Transient topographies: a photographic languaje for impermanence
Keywords: 
Narrative
Reflection
Circadian
Season
Erieta Attali
Kengo Kuma
Anti-object
Transition
Dissolve
Topography
Landscape
Materias Investigacion::Arquitectura
Issue Date: 
2016
Publisher: 
Servicio de Publicaciones Universidad de Navarra
ISBN: 
978-848081-518-5
Citation: 
Attali, E., Kafantaris, A., (2016), ""Transient topographies: a photographic languaje for impermanence"", En: Alcolea, R.A., Tárrago-Mingo, J., (eds.) en Congreso internacional: Inter photo arch ""Interacciones"", (pp. 24-35)
Abstract
The Glass/Wood photographic project started as a research initiative by architectural photographer Erieta Attali under the auspices of Melbourne RMIT’s Doctorate program.
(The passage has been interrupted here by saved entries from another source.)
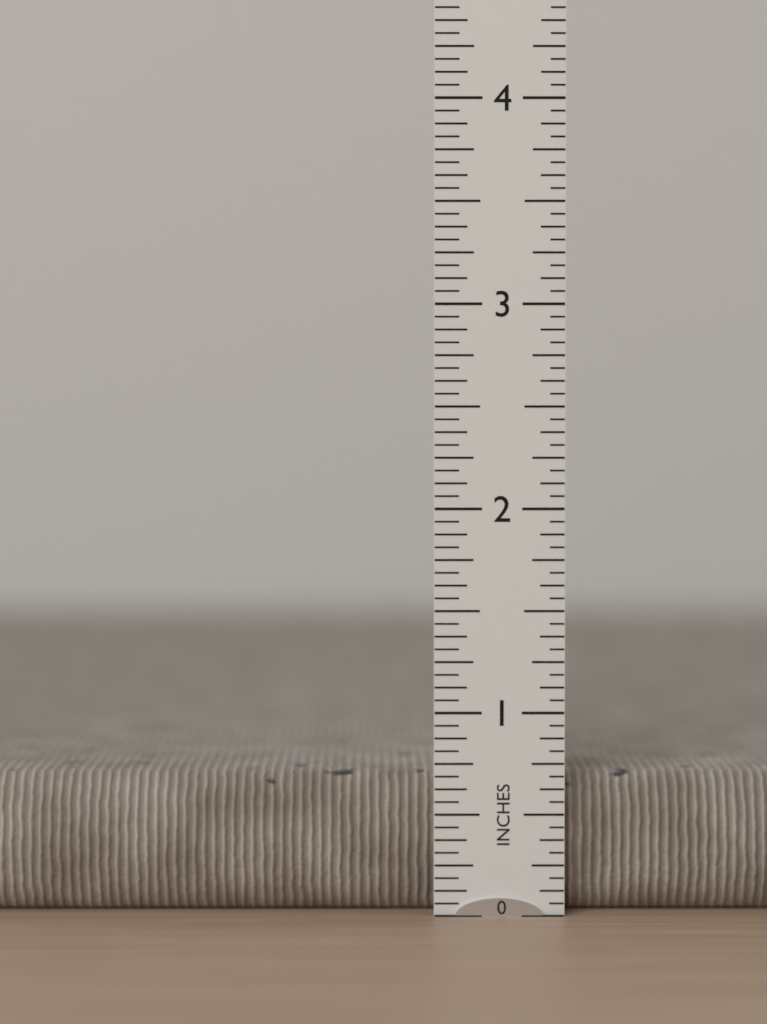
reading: 0.6875 in
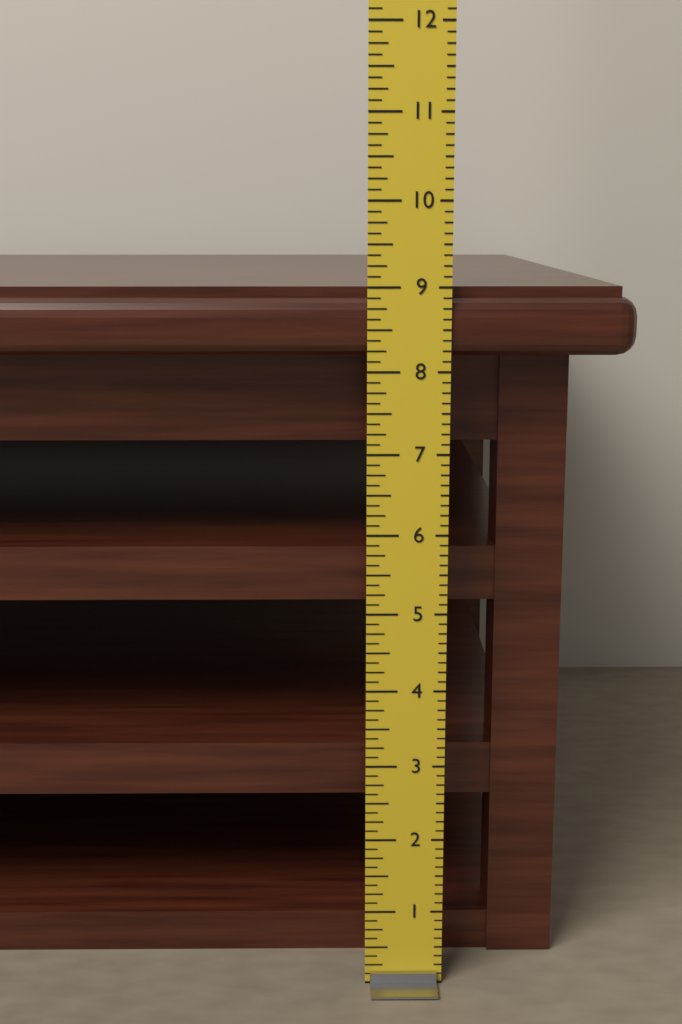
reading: 9.000 in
This paper examines the discussion that led to the project’s conception, the process behind it and finally the outcome: a case-study monograph by the same name. The aim is to demonstrate how a photographic narrative can articulate an architectural argument and feed back into the design discourse, transgressing the limits between documentation and interpretation of architecture. Attali photographed Glass/Wood in New Canaan, Connecticut, a guesthouse extension by Kengo Kuma in 2010 to an existing modernist pavilion buried deep within a deciduous forest, in the course of two years. As the passage of eight seasons narrates the continuity between landscape and architecture, both architect’s and photographer’s ambitions become apparent: architecture that dissolves into the landscape and photography as a medium that communicates shifting relations instead of static, iconic images. The challenge we faced was how to communicate this synergy and the reciprocal processes that feed it. The paper has a tripartite structure. The first section examines Attali’s photographic language formulated in landscapes and archaeological sites, its translation into architecture and the narrative that it builds around Glass/Wood. The second section approaches the architectural subject of the series by dissecting some of the theoretical foundations of Kuma’s practice, especially its ambiguous relation to image representation in general and photography in particular. The third and final section recounts the creation of the Glass/Wood book through a multidisciplinary effort towards the articulation of a consistent visual argument in the form of a hybrid architectural/photographic monograph.